There's a lot of daylight (and a few thousand dollars in legal fees) between "would be thrown out upon casual perusal" and "is not technically enforceable, but we'd have to litigate in front of a sympathetic judge".

The issue has never, EVER been whether or not Jimmy John's non-compete is enforceable, its that a person leaving a Jimmy John's for a $0.50/hr raise at the Burger King across the street can't afford to litigate it, and the Burger King franchisee definitely won't pay to litigate it.

For those of us who can afford a lawyer to analyze a non-compete clause (and the barest of legal fees necessary to show in front of a judge such a clause), they aren't really an issue. But that's actually a pretty small subset of the population.

2 comments

The biggest problem with non-completes is that they have been weaponized to suppress wages against people without resources to fight them. Fast food employees should never be subject to them; it's absolute lunacy that assembling a burger involves any truly special training or unique skill that a company should be able to prevent someone getting a better job across the street later that same day.

I'm not in favour of banning non-completes entirely since I think they actually serve some function for highly specialized and compensated positions, but I do want to see pretty high levels of regulation. Non-completes shouldn't be allowed for any position making less than 3x the median wage. Any position making less that that simply isn't special enough for a non-compete to actually be protecting actual secrets. Companies should also be required to buy out any non-complete time at the employee's total compensation rate, including the average of the last 2-5 years of bonuses (whichever timeframe is highest) and any additional perks (like health care in the US since that can be a huge expense).

> Fast food employees should never be subject to them; it's absolute lunacy that assembling a burger involves any truly special training or unique skill that a company should be able to prevent someone getting a better job across the street later that same day.

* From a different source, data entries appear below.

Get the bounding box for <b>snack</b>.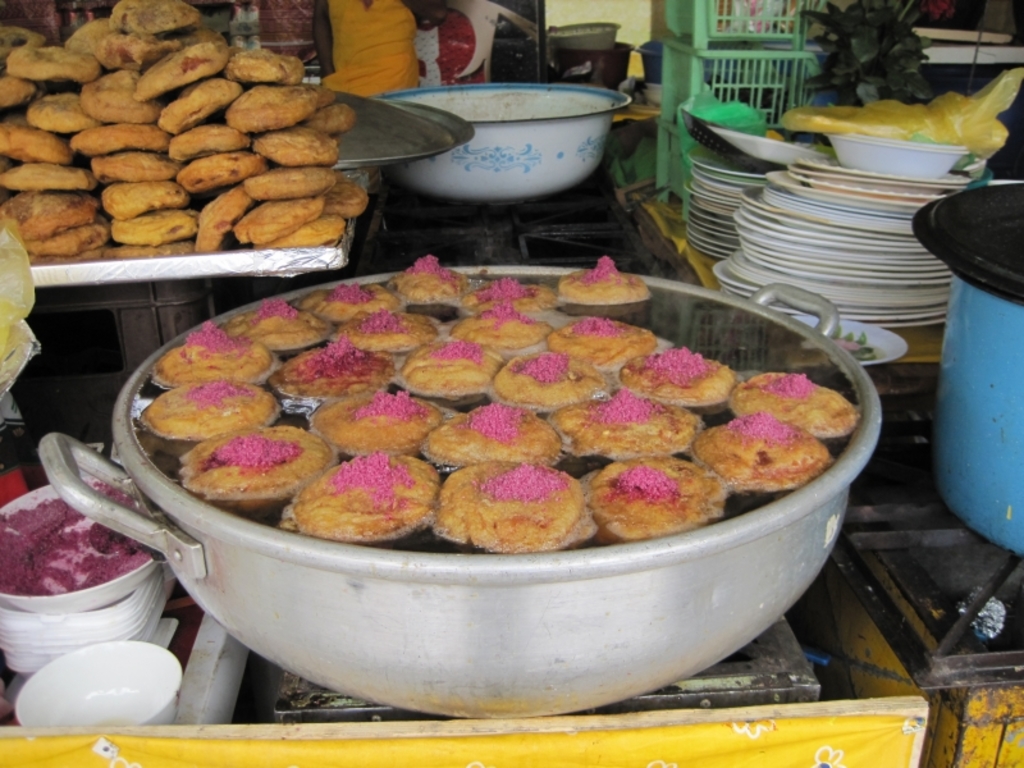
x1=420 y1=402 x2=566 y2=466.
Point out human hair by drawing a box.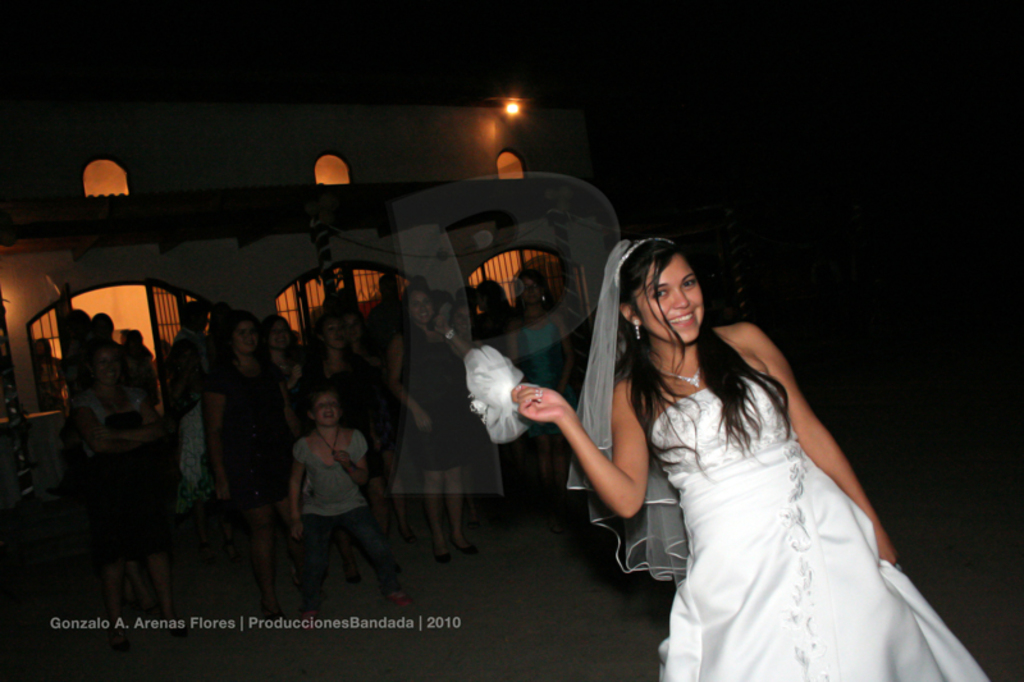
locate(87, 337, 125, 389).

Are you sure this is really a thing? It seems dubious to me but I haven't been in fast food for 20 years so things may have changed.

The most famous example went down in flames so hopefully it’ll deter others:

https://www.cnbc.com/2016/06/22/jimmy-johns-drops-non-compet...

Totally agreed. My advice is targeted at laborers and employers who can afford the fight.

BTW, there's a lot of money to be made here by an enterprising lawyer. The laws have been moving fast and most companies -- even those that should know better and will get very little sympathy -- aren't playing by the rules.